← All field notes
02 / Orchestration

When a multi-agent system earns its complexity.

Specialization can expand what an AI system can do. It also creates a new job: coordinating the workers, their context, and the evidence they return.

Direct answer

A multi-agent system is not automatically an AI team. Without clear ownership, bounded context, and a synthesis mechanism, it is one model creating more places for the work to go wrong.

Orchestrator-worker patternOne objective · specialist ownership
Lead orchestratorplans · delegates · synthesizes
Plannerscope + criteria
Architectsystem boundaries
Builderreviewable change
Verifierindependent evidence
SPEC ✓
DESIGN ✓
DIFF ✓
TESTS ✓
The orchestrator should synthesize verifiable artifacts—not trust confident summaries from its workers.

The architecture becomes useful when a task contains genuinely different lines of work that can be delegated. Anthropic’s production research system uses an orchestrator-worker pattern: a lead agent develops a strategy, creates specialized subagents, and synthesizes what they return. The pattern fits research because the work is broad, parallelizable, and difficult to plan completely in advance.

The three signs of a good fit

Multi-agent orchestration earns its cost when at least one of these conditions is true:

  1. The task decomposes into independent searches or analyses. Parallel workers can cover more ground without blocking one another.
  2. Different roles need different context or tools. A security reviewer should not carry the same instructions and permissions as a deployment agent.
  3. The plan must adapt as evidence arrives. An orchestrator can create new work when a worker returns a gap, contradiction, or unexpected dependency.

If every worker needs the full context, changes the same artifact, and waits for the previous worker, a multi-agent label may only be hiding a sequential workflow.

The handoff is the product

The quality of a multi-agent system is often determined between agents. Every delegation needs a contract: the objective, available context, permitted tools, expected output, success criteria, and what to do when blocked.

Anatomy of a handoffEvery delegation is a contract
Objectivethe owned outcome
Contextonly what is needed
Toolsbounded authority
Criteriadefinition of done
Escalationwhat to do when blocked
Evidenceartifact the next role can verify
Weak handoffs transfer prose. Strong handoffs transfer responsibility, constraints, and proof.

Workers should return evidence, not confidence. A coding worker can return a diff and test results. A research worker can return claims mapped to sources. A deployment worker can return resource identifiers and health checks. These artifacts let the orchestrator synthesize from verifiable work instead of trusting a persuasive summary.

Design ruleGive each worker the minimum context required to own its result—and require enough evidence for the next agent or human to verify it.

The hidden costs of “more agents”

Coordination creates failure modes a single loop does not have:

  • Duplicated work: vague assignments cause workers to explore the same path.
  • Context loss: a summary drops the constraint that mattered downstream.
  • Conflicting edits: workers modify shared state without ownership rules.
  • Error amplification: the lead agent treats a weak worker result as established fact.
  • Unbounded spend: agents spawn more work without a budget or stopping condition.
Coordination failure chainOne vague task can compound downstream
Vague assignmentownership overlaps
Duplicate workcontext diverges
Weak synthesiserrors become facts
Wrong outcomehigh cost · low traceability
Coordination failures are architectural. A more elaborate persona prompt does not repair them.

These are systems problems. Solve them with task identifiers, explicit state, concurrency limits, tool permissions, durable artifacts, trace logs, and escalation rules—not with a more elaborate role prompt.

A production-shaped organization

For product engineering, a useful organization maps roles to distinct responsibilities rather than fictional personalities:

PlannerOwns scope, assumptions, risks, and acceptance criteria.
ArchitectOwns boundaries, data, interfaces, and tradeoffs.
BuilderOwns implementation and a reviewable change set.
VerifierOwns tests, evidence, and independent challenge.

The deploy role should not merely run a command. It should verify environment, version, health, rollback readiness, and the approval state. When responsibilities are explicit, orchestration can enforce separation of concerns instead of simulating a busy group chat.

Evaluate the organization, not just the answer

End-to-end quality matters, but it does not explain why a run succeeded or failed. Capture the full trajectory: the plan, delegated tasks, tool calls, artifacts, corrections, cost, time, and final outcome.

Then test coordination itself. Did the orchestrator divide the task cleanly? Did it provide enough context? Did it recognize a bad result? Did workers stay inside their authority? Could a human reconstruct the important decisions?

A multi-agent system is justified when it produces better outcomes on representative work after coordination costs are included. Until that is measured, “more agents” is an architecture hypothesis.

Sources and further reading

  1. Anthropic — How we built our multi-agent research system
  2. Anthropic — Building effective agents
  3. Anthropic — Effective context engineering for AI agents
Next field noteHuman gates are part of the architecture.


# ABOUT THIS EXERCISE
What you return must match the entries exactly, except that the pictures are gone.

# MATERIAL PROVIDED
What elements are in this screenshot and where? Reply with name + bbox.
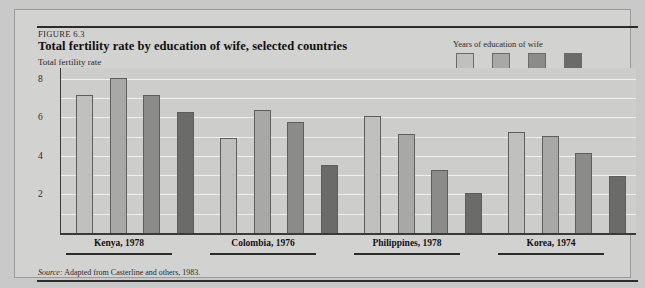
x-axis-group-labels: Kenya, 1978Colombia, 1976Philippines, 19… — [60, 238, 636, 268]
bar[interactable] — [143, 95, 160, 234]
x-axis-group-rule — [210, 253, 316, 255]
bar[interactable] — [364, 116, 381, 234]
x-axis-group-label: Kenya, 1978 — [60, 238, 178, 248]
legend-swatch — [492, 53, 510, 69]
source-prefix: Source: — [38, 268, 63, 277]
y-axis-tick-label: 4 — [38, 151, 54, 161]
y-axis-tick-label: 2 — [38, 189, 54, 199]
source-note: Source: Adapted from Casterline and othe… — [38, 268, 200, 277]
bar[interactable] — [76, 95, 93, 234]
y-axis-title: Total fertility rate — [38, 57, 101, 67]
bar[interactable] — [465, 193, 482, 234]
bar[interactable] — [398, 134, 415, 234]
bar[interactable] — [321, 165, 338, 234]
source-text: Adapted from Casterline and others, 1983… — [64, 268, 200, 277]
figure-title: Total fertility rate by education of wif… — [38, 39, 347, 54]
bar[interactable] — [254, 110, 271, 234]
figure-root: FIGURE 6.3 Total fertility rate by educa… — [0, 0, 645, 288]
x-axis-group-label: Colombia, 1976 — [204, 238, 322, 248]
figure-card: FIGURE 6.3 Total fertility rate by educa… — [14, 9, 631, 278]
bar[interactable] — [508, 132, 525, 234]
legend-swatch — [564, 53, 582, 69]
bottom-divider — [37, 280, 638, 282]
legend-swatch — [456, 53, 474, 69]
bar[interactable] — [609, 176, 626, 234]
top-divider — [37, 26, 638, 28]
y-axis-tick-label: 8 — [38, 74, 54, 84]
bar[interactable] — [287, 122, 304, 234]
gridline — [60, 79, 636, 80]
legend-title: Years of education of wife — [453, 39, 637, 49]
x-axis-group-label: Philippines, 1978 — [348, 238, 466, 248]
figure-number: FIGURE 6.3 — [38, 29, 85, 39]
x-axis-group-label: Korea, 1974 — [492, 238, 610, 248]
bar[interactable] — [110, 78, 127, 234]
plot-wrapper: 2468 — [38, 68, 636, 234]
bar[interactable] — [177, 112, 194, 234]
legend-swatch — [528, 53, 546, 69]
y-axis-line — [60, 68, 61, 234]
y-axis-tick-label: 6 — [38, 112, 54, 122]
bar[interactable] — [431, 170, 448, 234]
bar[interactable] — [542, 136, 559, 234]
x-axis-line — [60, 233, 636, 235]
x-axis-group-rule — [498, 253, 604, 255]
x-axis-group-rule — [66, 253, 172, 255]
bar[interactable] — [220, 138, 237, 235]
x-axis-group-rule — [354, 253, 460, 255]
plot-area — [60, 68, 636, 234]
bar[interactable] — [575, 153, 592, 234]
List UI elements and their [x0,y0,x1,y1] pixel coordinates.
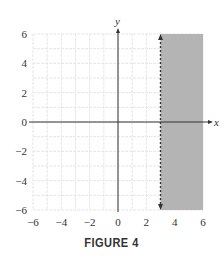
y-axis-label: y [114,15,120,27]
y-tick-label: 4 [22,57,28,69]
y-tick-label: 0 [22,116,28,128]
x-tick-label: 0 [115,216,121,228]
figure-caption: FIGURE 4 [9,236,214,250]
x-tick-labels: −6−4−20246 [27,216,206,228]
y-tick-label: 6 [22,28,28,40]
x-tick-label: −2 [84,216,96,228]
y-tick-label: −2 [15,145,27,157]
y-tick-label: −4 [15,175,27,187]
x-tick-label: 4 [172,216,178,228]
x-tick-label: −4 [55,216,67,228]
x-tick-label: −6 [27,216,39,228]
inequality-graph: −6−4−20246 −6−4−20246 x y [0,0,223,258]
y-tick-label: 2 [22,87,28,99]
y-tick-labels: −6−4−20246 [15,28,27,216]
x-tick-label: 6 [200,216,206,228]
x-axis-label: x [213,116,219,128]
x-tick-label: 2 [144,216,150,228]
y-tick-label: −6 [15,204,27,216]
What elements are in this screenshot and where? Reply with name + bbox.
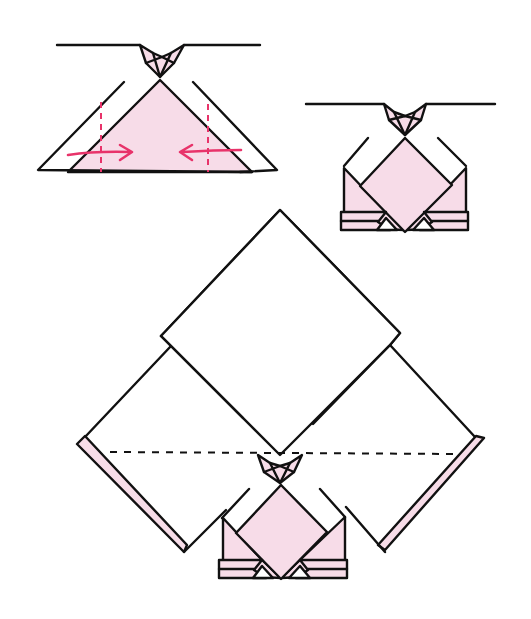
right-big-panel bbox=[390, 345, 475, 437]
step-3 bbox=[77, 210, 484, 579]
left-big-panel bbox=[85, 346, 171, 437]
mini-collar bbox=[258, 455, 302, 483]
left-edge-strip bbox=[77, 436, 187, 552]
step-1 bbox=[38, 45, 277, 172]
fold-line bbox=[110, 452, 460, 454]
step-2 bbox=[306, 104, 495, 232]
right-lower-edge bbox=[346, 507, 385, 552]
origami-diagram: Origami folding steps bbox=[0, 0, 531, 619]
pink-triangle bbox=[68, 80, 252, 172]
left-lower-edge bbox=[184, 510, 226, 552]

# TASK ANSWER
What elements are in this screenshot and where? Reply with name + bbox.
x-axis-group-labels: Kenya, 1978Colombia, 1976Philippines, 19… — [60, 238, 636, 268]
bar[interactable] — [143, 95, 160, 234]
x-axis-group-rule — [210, 253, 316, 255]
bar[interactable] — [364, 116, 381, 234]
x-axis-group-label: Kenya, 1978 — [60, 238, 178, 248]
legend-swatch — [492, 53, 510, 69]
source-prefix: Source: — [38, 268, 63, 277]
y-axis-tick-label: 4 — [38, 151, 54, 161]
y-axis-tick-label: 2 — [38, 189, 54, 199]
source-note: Source: Adapted from Casterline and othe… — [38, 268, 200, 277]
bar[interactable] — [76, 95, 93, 234]
y-axis-title: Total fertility rate — [38, 57, 101, 67]
bar[interactable] — [465, 193, 482, 234]
bar[interactable] — [398, 134, 415, 234]
bar[interactable] — [321, 165, 338, 234]
source-text: Adapted from Casterline and others, 1983… — [64, 268, 200, 277]
figure-title: Total fertility rate by education of wif… — [38, 39, 347, 54]
bar[interactable] — [254, 110, 271, 234]
figure-root: FIGURE 6.3 Total fertility rate by educa… — [0, 0, 645, 288]
x-axis-group-label: Colombia, 1976 — [204, 238, 322, 248]
figure-card: FIGURE 6.3 Total fertility rate by educa… — [14, 9, 631, 278]
bar[interactable] — [508, 132, 525, 234]
legend-swatch — [564, 53, 582, 69]
bottom-divider — [37, 280, 638, 282]
legend-swatch — [456, 53, 474, 69]
bar[interactable] — [609, 176, 626, 234]
top-divider — [37, 26, 638, 28]
y-axis-tick-label: 8 — [38, 74, 54, 84]
bar[interactable] — [287, 122, 304, 234]
gridline — [60, 79, 636, 80]
legend-title: Years of education of wife — [453, 39, 637, 49]
x-axis-group-label: Philippines, 1978 — [348, 238, 466, 248]
figure-number: FIGURE 6.3 — [38, 29, 85, 39]
x-axis-group-label: Korea, 1974 — [492, 238, 610, 248]
bar[interactable] — [110, 78, 127, 234]
plot-wrapper: 2468 — [38, 68, 636, 234]
bar[interactable] — [177, 112, 194, 234]
legend-swatch — [528, 53, 546, 69]
y-axis-line — [60, 68, 61, 234]
y-axis-tick-label: 6 — [38, 112, 54, 122]
bar[interactable] — [431, 170, 448, 234]
bar[interactable] — [542, 136, 559, 234]
x-axis-line — [60, 233, 636, 235]
x-axis-group-rule — [498, 253, 604, 255]
x-axis-group-rule — [66, 253, 172, 255]
bar[interactable] — [220, 138, 237, 235]
x-axis-group-rule — [354, 253, 460, 255]
plot-area — [60, 68, 636, 234]
bar[interactable] — [575, 153, 592, 234]
List UI elements and their [x0,y0,x1,y1] pixel coordinates.
y-axis-label: y [114,15,120,27]
y-tick-label: 4 [22,57,28,69]
y-tick-label: 0 [22,116,28,128]
x-tick-label: 0 [115,216,121,228]
figure-caption: FIGURE 4 [9,236,214,250]
x-tick-labels: −6−4−20246 [27,216,206,228]
y-tick-label: 6 [22,28,28,40]
x-tick-label: −2 [84,216,96,228]
y-tick-label: −2 [15,145,27,157]
y-tick-label: −4 [15,175,27,187]
x-tick-label: 4 [172,216,178,228]
x-tick-label: −4 [55,216,67,228]
x-tick-label: −6 [27,216,39,228]
inequality-graph: −6−4−20246 −6−4−20246 x y [0,0,223,258]
y-tick-label: 2 [22,87,28,99]
y-tick-labels: −6−4−20246 [15,28,27,216]
x-tick-label: 6 [200,216,206,228]
x-axis-label: x [213,116,219,128]
x-tick-label: 2 [144,216,150,228]
y-tick-label: −6 [15,204,27,216]
What elements are in this screenshot and where? Reply with name + bbox.
right-big-panel bbox=[390, 345, 475, 437]
step-3 bbox=[77, 210, 484, 579]
left-big-panel bbox=[85, 346, 171, 437]
mini-collar bbox=[258, 455, 302, 483]
left-edge-strip bbox=[77, 436, 187, 552]
step-1 bbox=[38, 45, 277, 172]
fold-line bbox=[110, 452, 460, 454]
step-2 bbox=[306, 104, 495, 232]
right-lower-edge bbox=[346, 507, 385, 552]
origami-diagram: Origami folding steps bbox=[0, 0, 531, 619]
pink-triangle bbox=[68, 80, 252, 172]
left-lower-edge bbox=[184, 510, 226, 552]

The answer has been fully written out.